Psychologist explains how Russia uses New Year celebrations for manipulation
Social and military psychologist Oleh Pokalchuk stated this in an interview with Ukrinform.
He noted that New Year celebrations are traditionally political in nature. The concept of “New Year's spirit” originated as a political phenomenon: on January 1, as early as 153 BC, Rome established it as the day of the consuls' inauguration, marking the beginning of the administrative cycle. Since then, this day has become a symbolic “time center.” Modern New Year's celebrations also have a Soviet context: Christmas was banned, so New Year's became a secular replacement for the sacred.
"The enemy also plays this game, filling certain dates with sinister meanings. But for us, this should not be decisive, because the enemy deliberately adds an element of destruction here. They impose on us the expectation that New Year's should look a certain way—with Olivier salad, speeches, and all the other Soviet nonsense ingrained in our consciousness. But this is just a calendar date, I repeat, a political and economic one," Pokalchuk noted.
According to him, celebrating New Year's Eve is a tradition, but if we take it too emotionally, it tends to increase anxiety.
"On the other hand, those who choose Christmas as a point of transition or emotional renewal appeal to the sacred—love, culture, tradition. Even if we abstract from religion, this better fulfills a stabilizing function for the psyche. New Year's, on the contrary, almost always condemns us to anxiety, regardless of whether there is a war or not, because you have been told that this is a holiday that you must celebrate," explained the social and military psychologist.
As reported by Ukrinform, the Foreign Minister of the aggressor country, Sergey Lavrov, quoted by Astra, said that on the night of December 29, the Armed Forces of Ukraine allegedly launched 91 drones at Putin's state residence in Valday in the Novgorod region. The Russian minister threatened Ukraine with a “retaliatory strike” and said that the targets and time of the attack had already been determined.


| ASSIGNMENT |
Keep the pictures out, please, and set down every record exactly.

Data about app and page elements:
§ §

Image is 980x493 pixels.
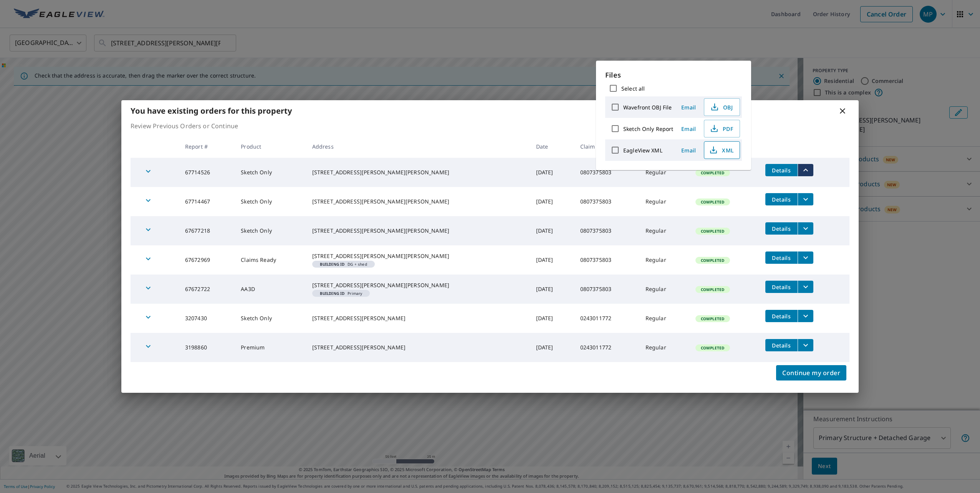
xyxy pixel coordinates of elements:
[679,125,698,132] span: Email
[316,292,367,296] span: Primary
[530,216,574,245] td: [DATE]
[676,102,701,113] button: Email
[704,120,740,138] button: PDF
[179,135,235,158] th: Report #
[769,342,793,349] span: Details
[769,225,793,232] span: Details
[312,169,523,177] div: [STREET_ADDRESS][PERSON_NAME][PERSON_NAME]
[696,287,729,292] span: Completed
[179,333,235,363] td: 3198860
[320,292,345,296] em: Building ID
[676,123,701,135] button: Email
[769,196,793,203] span: Details
[235,216,305,245] td: Sketch Only
[179,158,235,187] td: 67714526
[782,368,840,379] span: Continue my order
[765,252,798,264] button: detailsBtn-67672969
[179,304,235,333] td: 3207430
[704,141,740,159] button: XML
[798,164,813,177] button: filesDropdownBtn-67714526
[530,304,574,333] td: [DATE]
[235,304,305,333] td: Sketch Only
[235,187,305,216] td: Sketch Only
[776,365,846,381] button: Continue my order
[765,164,798,177] button: detailsBtn-67714526
[679,146,698,154] span: Email
[235,158,305,187] td: Sketch Only
[530,135,574,158] th: Date
[709,124,733,133] span: PDF
[696,199,729,205] span: Completed
[235,333,305,363] td: Premium
[530,333,574,363] td: [DATE]
[130,106,291,116] b: You have existing orders for this property
[639,304,689,333] td: Regular
[769,284,793,291] span: Details
[235,135,305,158] th: Product
[639,275,689,304] td: Regular
[639,216,689,245] td: Regular
[696,258,729,263] span: Completed
[530,158,574,187] td: [DATE]
[574,245,639,275] td: 0807375803
[574,304,639,333] td: 0243011772
[320,262,345,266] em: Building ID
[179,216,235,245] td: 67677218
[316,262,372,266] span: DG + shed
[574,216,639,245] td: 0807375803
[574,158,639,187] td: 0807375803
[696,345,729,351] span: Completed
[179,275,235,304] td: 67672722
[798,252,813,264] button: filesDropdownBtn-67672969
[696,229,729,234] span: Completed
[306,135,530,158] th: Address
[639,245,689,275] td: Regular
[235,245,305,275] td: Claims Ready
[179,245,235,275] td: 67672969
[696,316,729,322] span: Completed
[676,144,701,157] button: Email
[639,333,689,363] td: Regular
[765,339,798,351] button: detailsBtn-3198860
[312,314,523,322] div: [STREET_ADDRESS][PERSON_NAME]
[798,223,813,235] button: filesDropdownBtn-67677218
[235,275,305,304] td: AA3D
[765,281,798,293] button: detailsBtn-67672722
[696,170,729,175] span: Completed
[574,333,639,363] td: 0243011772
[765,193,798,205] button: detailsBtn-67714467
[769,167,793,174] span: Details
[530,245,574,275] td: [DATE]
[623,125,673,132] label: Sketch Only Report
[798,193,813,205] button: filesDropdownBtn-67714467
[798,339,813,351] button: filesDropdownBtn-3198860
[639,158,689,187] td: Regular
[769,312,793,320] span: Details
[679,104,698,111] span: Email
[574,275,639,304] td: 0807375803
[765,310,798,322] button: detailsBtn-3207430
[798,281,813,293] button: filesDropdownBtn-67672722
[623,146,662,154] label: EagleView XML
[621,85,644,92] label: Select all
[709,146,733,155] span: XML
[709,102,733,112] span: OBJ
[574,135,639,158] th: Claim ID
[312,282,523,289] div: [STREET_ADDRESS][PERSON_NAME][PERSON_NAME]
[605,70,742,80] p: Files
[704,98,740,116] button: OBJ
[765,223,798,235] button: detailsBtn-67677218
[623,104,671,111] label: Wavefront OBJ File
[798,310,813,322] button: filesDropdownBtn-3207430
[312,198,523,205] div: [STREET_ADDRESS][PERSON_NAME][PERSON_NAME]
[312,344,523,351] div: [STREET_ADDRESS][PERSON_NAME]
[130,121,849,130] p: Review Previous Orders or Continue
[639,187,689,216] td: Regular
[574,187,639,216] td: 0807375803
[312,252,523,260] div: [STREET_ADDRESS][PERSON_NAME][PERSON_NAME]
[769,254,793,262] span: Details
[530,275,574,304] td: [DATE]
[312,227,523,235] div: [STREET_ADDRESS][PERSON_NAME][PERSON_NAME]
[179,187,235,216] td: 67714467
[530,187,574,216] td: [DATE]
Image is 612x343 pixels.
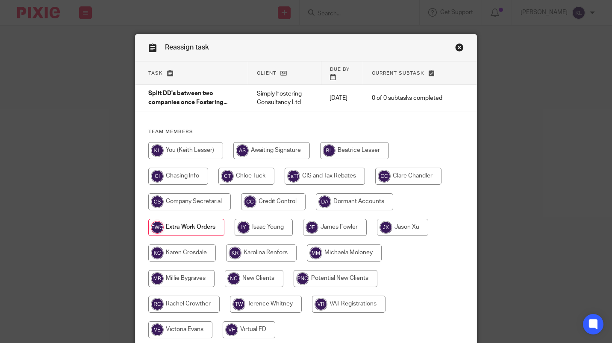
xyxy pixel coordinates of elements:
span: Split DD's between two companies once Fostering... [148,91,227,106]
span: Due by [330,67,349,72]
h4: Team members [148,129,463,135]
span: Client [257,71,276,76]
p: Simply Fostering Consultancy Ltd [257,90,312,107]
span: Reassign task [165,44,209,51]
span: Task [148,71,163,76]
a: Close this dialog window [455,43,463,55]
td: 0 of 0 subtasks completed [363,85,451,111]
span: Current subtask [372,71,424,76]
p: [DATE] [329,94,354,103]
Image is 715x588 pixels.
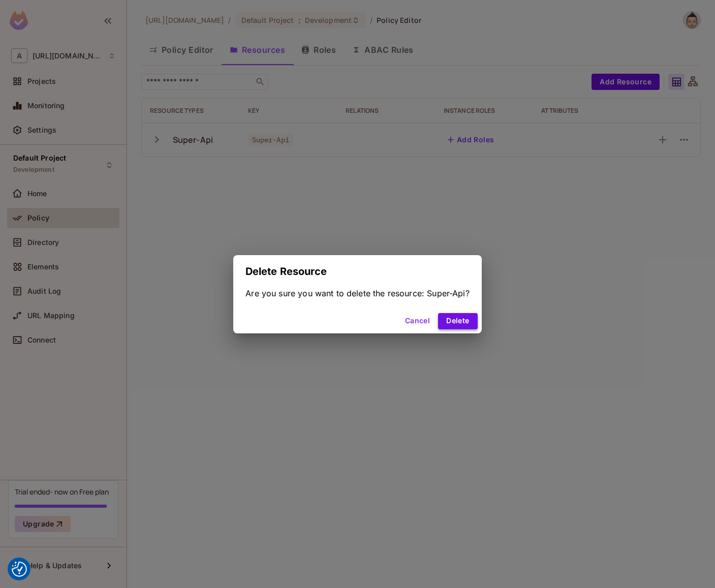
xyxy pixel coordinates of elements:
button: Cancel [401,313,434,329]
button: Delete [438,313,477,329]
h2: Delete Resource [233,255,481,287]
button: Consent Preferences [11,561,27,577]
div: Are you sure you want to delete the resource: Super-Api? [246,287,469,299]
img: Revisit consent button [11,561,27,577]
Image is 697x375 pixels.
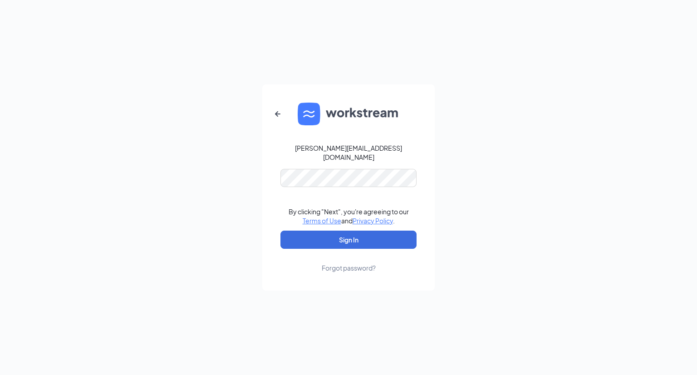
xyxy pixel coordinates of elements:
[298,103,399,125] img: WS logo and Workstream text
[353,216,393,225] a: Privacy Policy
[303,216,341,225] a: Terms of Use
[322,263,376,272] div: Forgot password?
[322,249,376,272] a: Forgot password?
[267,103,289,125] button: ArrowLeftNew
[289,207,409,225] div: By clicking "Next", you're agreeing to our and .
[280,231,417,249] button: Sign In
[272,108,283,119] svg: ArrowLeftNew
[280,143,417,162] div: [PERSON_NAME][EMAIL_ADDRESS][DOMAIN_NAME]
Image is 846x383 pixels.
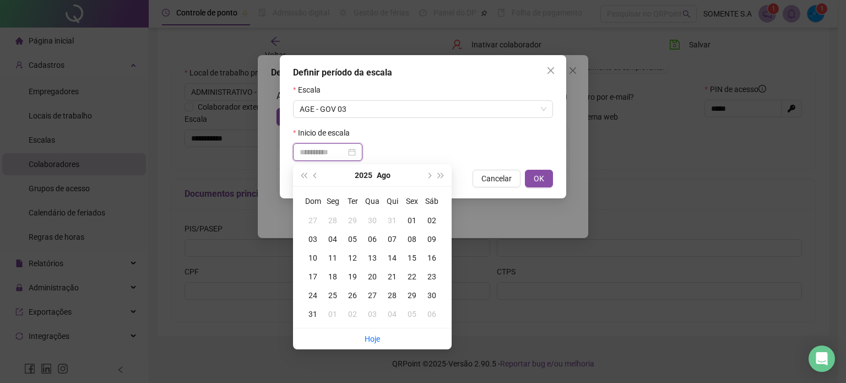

§ §

| RESULT BELOW |
Image is 980x493 pixels.
xyxy pixel coordinates of elements:
[679,125,698,132] span: Email
[316,292,367,296] span: Primary
[530,216,574,245] td: [DATE]
[676,102,701,113] button: Email
[704,120,740,138] button: PDF
[179,135,235,158] th: Report #
[769,342,793,349] span: Details
[769,225,793,232] span: Details
[312,169,523,177] div: [STREET_ADDRESS][PERSON_NAME][PERSON_NAME]
[696,287,729,292] span: Completed
[179,333,235,363] td: 3198860
[320,292,345,296] em: Building ID
[676,123,701,135] button: Email
[769,196,793,203] span: Details
[235,216,305,245] td: Sketch Only
[179,158,235,187] td: 67714526
[782,368,840,379] span: Continue my order
[765,252,798,264] button: detailsBtn-67672969
[179,304,235,333] td: 3207430
[704,141,740,159] button: XML
[798,164,813,177] button: filesDropdownBtn-67714526
[530,304,574,333] td: [DATE]
[235,304,305,333] td: Sketch Only
[235,187,305,216] td: Sketch Only
[776,365,846,381] button: Continue my order
[765,164,798,177] button: detailsBtn-67714526
[679,146,698,154] span: Email
[235,158,305,187] td: Sketch Only
[530,135,574,158] th: Date
[709,124,733,133] span: PDF
[696,199,729,205] span: Completed
[235,333,305,363] td: Premium
[530,333,574,363] td: [DATE]
[130,106,291,116] b: You have existing orders for this property
[639,304,689,333] td: Regular
[769,284,793,291] span: Details
[235,135,305,158] th: Product
[639,275,689,304] td: Regular
[639,216,689,245] td: Regular
[696,258,729,263] span: Completed
[530,158,574,187] td: [DATE]
[574,245,639,275] td: 0807375803
[574,304,639,333] td: 0243011772
[320,262,345,266] em: Building ID
[179,216,235,245] td: 67677218
[316,262,372,266] span: DG + shed
[574,216,639,245] td: 0807375803
[574,158,639,187] td: 0807375803
[696,345,729,351] span: Completed
[179,275,235,304] td: 67672722
[798,252,813,264] button: filesDropdownBtn-67672969
[696,229,729,234] span: Completed
[306,135,530,158] th: Address
[639,245,689,275] td: Regular
[235,245,305,275] td: Claims Ready
[179,245,235,275] td: 67672969
[696,316,729,322] span: Completed
[676,144,701,157] button: Email
[639,333,689,363] td: Regular
[765,339,798,351] button: detailsBtn-3198860
[312,314,523,322] div: [STREET_ADDRESS][PERSON_NAME]
[798,223,813,235] button: filesDropdownBtn-67677218
[235,275,305,304] td: AA3D
[765,281,798,293] button: detailsBtn-67672722
[696,170,729,175] span: Completed
[574,333,639,363] td: 0243011772
[765,193,798,205] button: detailsBtn-67714467
[769,167,793,174] span: Details
[530,245,574,275] td: [DATE]
[623,125,673,132] label: Sketch Only Report
[798,193,813,205] button: filesDropdownBtn-67714467
[798,339,813,351] button: filesDropdownBtn-3198860
[639,158,689,187] td: Regular
[769,312,793,320] span: Details
[679,104,698,111] span: Email
[574,275,639,304] td: 0807375803
[765,310,798,322] button: detailsBtn-3207430
[798,281,813,293] button: filesDropdownBtn-67672722
[623,146,662,154] label: EagleView XML
[621,85,644,92] label: Select all
[709,146,733,155] span: XML
[709,102,733,112] span: OBJ
[574,135,639,158] th: Claim ID
[312,282,523,289] div: [STREET_ADDRESS][PERSON_NAME][PERSON_NAME]
[605,70,742,80] p: Files
[704,98,740,116] button: OBJ
[765,223,798,235] button: detailsBtn-67677218
[623,104,671,111] label: Wavefront OBJ File
[798,310,813,322] button: filesDropdownBtn-3207430
[312,198,523,205] div: [STREET_ADDRESS][PERSON_NAME][PERSON_NAME]
[312,344,523,351] div: [STREET_ADDRESS][PERSON_NAME]
[130,121,849,130] p: Review Previous Orders or Continue
[639,187,689,216] td: Regular
[574,187,639,216] td: 0807375803
[312,252,523,260] div: [STREET_ADDRESS][PERSON_NAME][PERSON_NAME]
[769,254,793,262] span: Details
[530,275,574,304] td: [DATE]
[312,227,523,235] div: [STREET_ADDRESS][PERSON_NAME][PERSON_NAME]
[179,187,235,216] td: 67714467
[530,187,574,216] td: [DATE]
Image is 612x343 pixels.
xyxy pixel coordinates of elements:
span: Split DD's between two companies once Fostering... [148,91,227,106]
span: Due by [330,67,349,72]
h4: Team members [148,129,463,135]
span: Client [257,71,276,76]
p: Simply Fostering Consultancy Ltd [257,90,312,107]
span: Reassign task [165,44,209,51]
span: Task [148,71,163,76]
a: Close this dialog window [455,43,463,55]
td: 0 of 0 subtasks completed [363,85,451,111]
span: Current subtask [372,71,424,76]
p: [DATE] [329,94,354,103]
Image is 715x588 pixels.
xyxy pixel coordinates of elements:
button: Cancel [401,313,434,329]
button: Delete [438,313,477,329]
h2: Delete Resource [233,255,481,287]
button: Consent Preferences [11,561,27,577]
div: Are you sure you want to delete the resource: Super-Api? [246,287,469,299]
img: Revisit consent button [11,561,27,577]
Image is 697x375 pixels.
xyxy pixel coordinates of elements:
[298,103,399,125] img: WS logo and Workstream text
[353,216,393,225] a: Privacy Policy
[303,216,341,225] a: Terms of Use
[322,263,376,272] div: Forgot password?
[322,249,376,272] a: Forgot password?
[267,103,289,125] button: ArrowLeftNew
[289,207,409,225] div: By clicking "Next", you're agreeing to our and .
[280,231,417,249] button: Sign In
[272,108,283,119] svg: ArrowLeftNew
[280,143,417,162] div: [PERSON_NAME][EMAIL_ADDRESS][DOMAIN_NAME]
Image is 846x383 pixels.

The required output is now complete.